Burmeister first tried his hand at business as a scholar by making and selling chocolate crunchies for three years. He went on to work for a carpet cleaning operation after matric, initially turning down a job at Lightco because he didn’t want to work on weekends.

But he changed his mind and remembers telling then boss Melanie that he’d last no more than a year as, by then, he wanted to be in his own business.

That took a little longer and he rose through the ranks to become the company’s first store manager.

He then had the temerity to request a company car, as he wanted to go to see clients on site to help solve their lighting challenges.

This took the company in the direction of providing lighting solutions for large residentia­l estates and holiday resorts.

Feeling that he had reached his ceiling, Burmeister left Lightco in 2008 to join a major tiling retailer. He ran a large outlet in Pinetown for more than a year.

When Boshi approached him in 2010 to return to Lightco and become a business partner, he brought with him a considerab­le amount of experience from this.

The partners put in place five and 10-year goals. If they reached their five-year target, then they would trigger a plan for Boshi to exit the business to pursue her love for home renovation.

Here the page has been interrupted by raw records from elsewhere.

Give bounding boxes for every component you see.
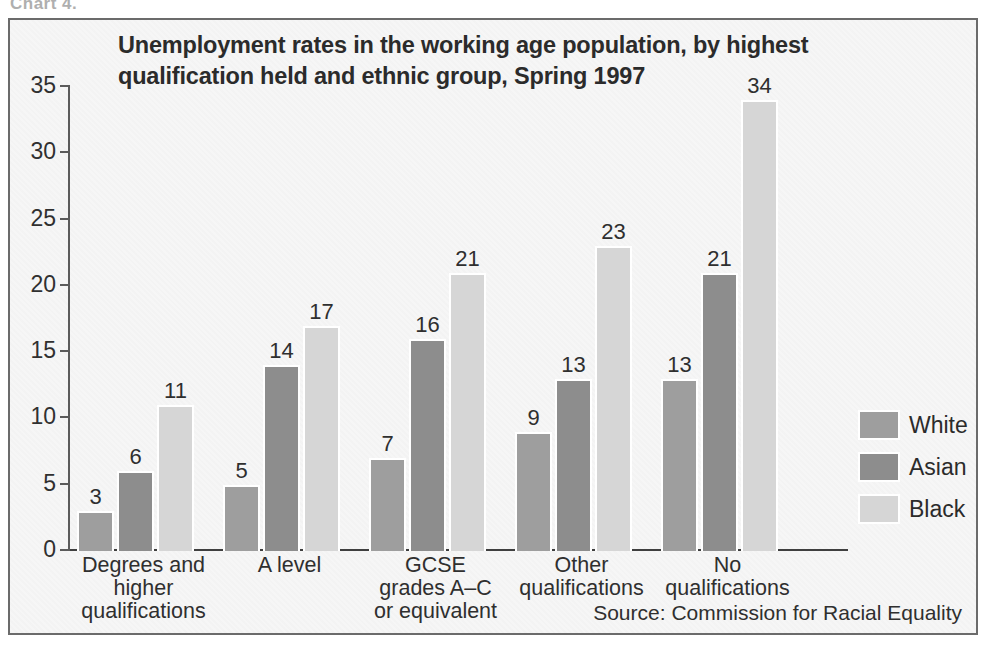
x-axis-category-label: No qualifications <box>638 554 818 600</box>
plot-area: 05101520253035 3611514177162191323132134 <box>60 85 960 553</box>
y-axis-tick: 10 <box>60 416 70 418</box>
bar-value-label: 34 <box>747 73 771 99</box>
chart-frame: Unemployment rates in the working age po… <box>8 18 978 635</box>
y-axis-tick-mark <box>60 284 70 286</box>
y-axis-tick-mark <box>60 483 70 485</box>
bar-group: 91323 <box>515 87 632 551</box>
legend-item-asian[interactable]: Asian <box>858 446 978 488</box>
bar-white[interactable]: 3 <box>77 511 114 551</box>
bar-black[interactable]: 17 <box>303 326 340 551</box>
bar-value-label: 6 <box>129 444 141 470</box>
y-axis-tick-label: 20 <box>30 270 56 297</box>
bar-value-label: 7 <box>381 431 393 457</box>
y-axis-tick-label: 30 <box>30 138 56 165</box>
y-axis-tick-label: 25 <box>30 204 56 231</box>
y-axis-tick-mark <box>60 218 70 220</box>
bar-value-label: 23 <box>601 219 625 245</box>
bar-group: 3611 <box>77 87 194 551</box>
bar-asian[interactable]: 13 <box>555 379 592 551</box>
bar-group: 132134 <box>661 87 778 551</box>
y-axis-line <box>68 85 70 551</box>
y-axis-tick: 15 <box>60 350 70 352</box>
bar-asian[interactable]: 14 <box>263 365 300 551</box>
bar-value-label: 9 <box>527 405 539 431</box>
bar-value-label: 13 <box>561 352 585 378</box>
bar-white[interactable]: 9 <box>515 432 552 551</box>
bar-value-label: 11 <box>164 378 187 404</box>
bar-value-label: 3 <box>89 484 101 510</box>
bar-value-label: 16 <box>415 312 439 338</box>
bar-asian[interactable]: 6 <box>117 471 154 551</box>
bar-value-label: 21 <box>707 246 731 272</box>
y-axis-tick-mark <box>60 416 70 418</box>
bar-value-label: 17 <box>309 299 333 325</box>
bar-value-label: 5 <box>235 458 247 484</box>
y-axis-tick: 30 <box>60 151 70 153</box>
bar-black[interactable]: 21 <box>449 273 486 551</box>
y-axis-tick: 0 <box>60 549 70 551</box>
y-axis-tick: 5 <box>60 483 70 485</box>
legend-swatch-black <box>858 494 900 524</box>
bar-value-label: 13 <box>667 352 691 378</box>
y-axis-tick-label: 10 <box>30 403 56 430</box>
y-axis-tick-mark <box>60 549 70 551</box>
bar-value-label: 14 <box>269 338 293 364</box>
chart-title: Unemployment rates in the working age po… <box>118 30 908 91</box>
legend-item-black[interactable]: Black <box>858 488 978 530</box>
legend-swatch-white <box>858 410 900 440</box>
y-axis-tick: 20 <box>60 284 70 286</box>
y-axis-tick: 35 <box>60 85 70 87</box>
legend-label: Black <box>909 496 965 523</box>
bar-asian[interactable]: 16 <box>409 339 446 551</box>
y-axis-tick-mark <box>60 151 70 153</box>
figure-caption-strip: Chart 4. <box>10 0 170 12</box>
bar-black[interactable]: 34 <box>741 100 778 551</box>
legend-swatch-asian <box>858 452 900 482</box>
y-axis-tick-mark <box>60 350 70 352</box>
bar-asian[interactable]: 21 <box>701 273 738 551</box>
y-axis-tick-label: 15 <box>30 337 56 364</box>
bar-black[interactable]: 11 <box>157 405 194 551</box>
bar-value-label: 21 <box>455 246 479 272</box>
y-axis-tick: 25 <box>60 218 70 220</box>
legend-label: White <box>909 412 968 439</box>
bar-white[interactable]: 7 <box>369 458 406 551</box>
source-note: Source: Commission for Racial Equality <box>593 601 962 625</box>
legend-label: Asian <box>909 454 967 481</box>
bar-group: 71621 <box>369 87 486 551</box>
bar-white[interactable]: 13 <box>661 379 698 551</box>
bar-black[interactable]: 23 <box>595 246 632 551</box>
bar-white[interactable]: 5 <box>223 485 260 551</box>
legend: WhiteAsianBlack <box>858 404 978 530</box>
legend-item-white[interactable]: White <box>858 404 978 446</box>
y-axis-tick-label: 35 <box>30 72 56 99</box>
y-axis-tick-mark <box>60 85 70 87</box>
y-axis-tick-label: 5 <box>43 469 56 496</box>
bar-group: 51417 <box>223 87 340 551</box>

They did, and Burmeister was at last within sight of realising his ultimate goal of owning and running his own business.

“I am just driven. I’ve got so many ideas,” he admits.

In addition to planning a Johannesbu­rg store opening, Burmeister is importing and branding his own lighting range rather than sourcing products similar to those of competitor­s from the same local importers and suppliers.

Sadly, he says, just 5% of his suppliers are local as there are very few home-grown manufactur­ers able to produce Sabs-approved fittings competitiv­ely.

The company recently changed its tag-line to “shining into the future” which Burmeister says he is embracing on every level.

“It’s been a very dismal time.

“Everyone has been complainin­g. The economy is down and there’s so much negativity. But we’re not going to take part in that. We are looking forward. That’s who we are.

“When you walk into our stores, we’d like you to share our energy. We intend to be here in 10 years’ time and to be bigger and better,” says Burmeister.

 ??  ?? Some of the unusual lighting contraptio­ns available.
Some of the unusual lighting contraptio­ns available.